There was no pause as the blade descended into her kimono and slipped between her ribs. The blade entered her heart and broke his The stab was disturbingly clean, and life began to fade from her eyes almost immediately. Still, she smiled, gripping his shoulders with fading strength. She could feel him, feel her lover for him. “Thank-...” Her last word was cut off as life faded entirely from her body and it slipped to the ground.

He knew there was no point in easing her fall logically, but did so anyway, her body as solid in his arms as it had ever been, the soft smile she wore in death on a face as beautiful as when he’d first met her.

It wasn’t too late.

Not this time.

The part of him that would always be in the Painted City wanted to lie down and die beside her. Use the knife on himself, or his wakizashi. The part of him that would always be in Naishou wanted to set fire to the forest down around them both, burning all of the shadows away. The part of him that would always mourn her wanted to leave his mask- the one she had designed for him- with her.
The part of him that would always love her stopped him from doing either.

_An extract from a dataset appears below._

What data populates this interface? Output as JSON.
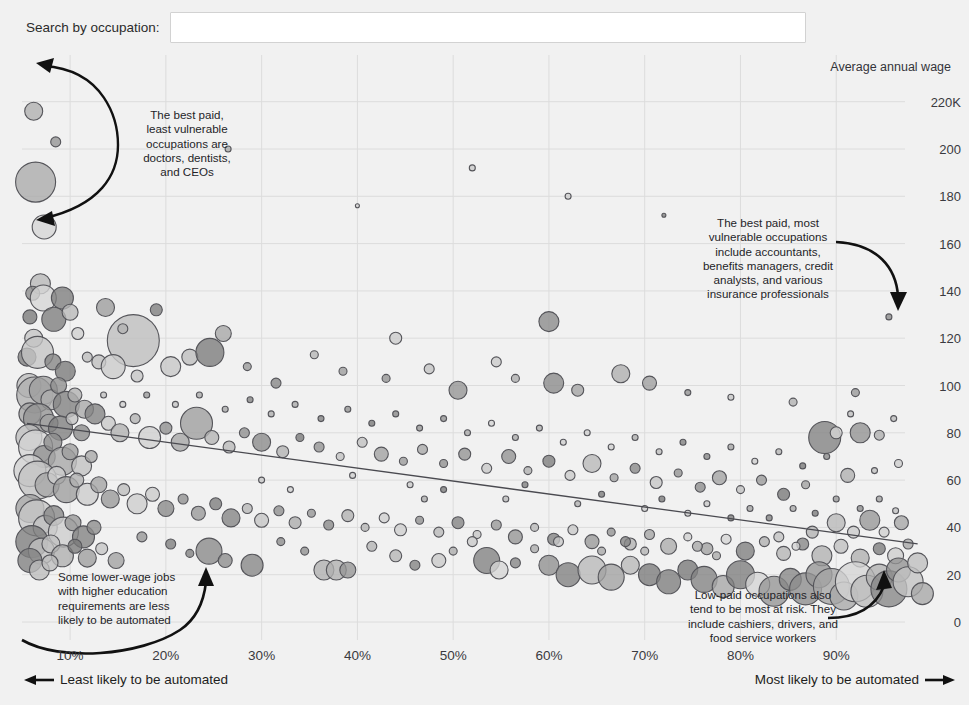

Ayame had lost her mother, and wouldn’t understand why.
He couldn’t afford stupid romantic gestures when he faced that reality. Their daughter would need him.
Despite the tears flowing down his face, Bayushi Choudai’s voice was calm and steady.

“Until our next life, Hatsuki-chan.”

He left no trail as he took his leave, and he didn’t look back.

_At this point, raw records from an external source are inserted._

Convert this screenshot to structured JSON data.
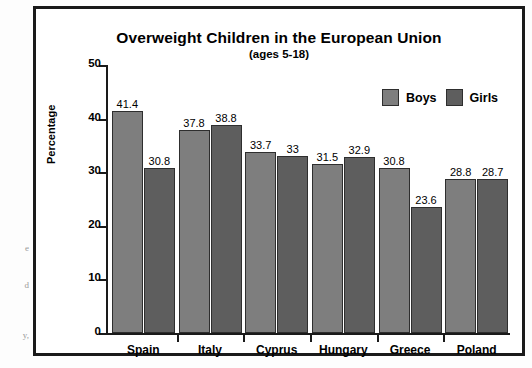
{
  "page_fragments": [
    "e",
    "d",
    "y,"
  ],
  "chart_data": {
    "type": "bar",
    "title": "Overweight Children in the European Union",
    "subtitle": "(ages 5-18)",
    "xlabel": "",
    "ylabel": "Percentage",
    "ylim": [
      0,
      50
    ],
    "yticks": [
      0,
      10,
      20,
      30,
      40,
      50
    ],
    "ytick_labels": [
      "0",
      "10",
      "20",
      "30",
      "40",
      "50"
    ],
    "grid": false,
    "legend_position": "top-right",
    "categories": [
      "Spain",
      "Italy",
      "Cyprus",
      "Hungary",
      "Greece",
      "Poland"
    ],
    "series": [
      {
        "name": "Boys",
        "color": "#7e7e7e",
        "values": [
          41.4,
          37.8,
          33.7,
          31.5,
          30.8,
          28.8
        ],
        "labels": [
          "41.4",
          "37.8",
          "33.7",
          "31.5",
          "30.8",
          "28.8"
        ]
      },
      {
        "name": "Girls",
        "color": "#5e5e5e",
        "values": [
          30.8,
          38.8,
          33,
          32.9,
          23.6,
          28.7
        ],
        "labels": [
          "30.8",
          "38.8",
          "33",
          "32.9",
          "23.6",
          "28.7"
        ]
      }
    ]
  }
}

I just saw episode 15 of Dimension 20: Fantasy High. If you aren't familiar, some cast members from Collegehumor play a game of 5e set in a modern world with fantasy elements. While it isn't a game i'm playing, I find that i'm fully invested in the game as if I were.

One of the best parts is how the PCs interact with various adult NPCs in the world (they are high school students), especially their parents.

Spoiler:
In episode 15, the PCs have to split up and rush to their homes because the bad guys have targeted their families. It's a running plot element that the bard doesn't get along with her mom, but she slowly starts seeing her mom in a different light, and when she comes upon the unconscious body she heals her and apologizes... it's a real heartfelt moment that I totally teared up for... as did the player. You could also see how the various moments impacted every player.

It's an excellent show. I highly recommend it!


I know this is kind of an old thread but the whole concept of the attic whisperer makes me want to cry: an abused kid who dies and is unable to pass on to the afterlife and is crying all the time. Seriously, who WOULDN't find that sad? I don't even get why they are evil. Yes, they can steal people's voices but that's mainly just because they are searching for help.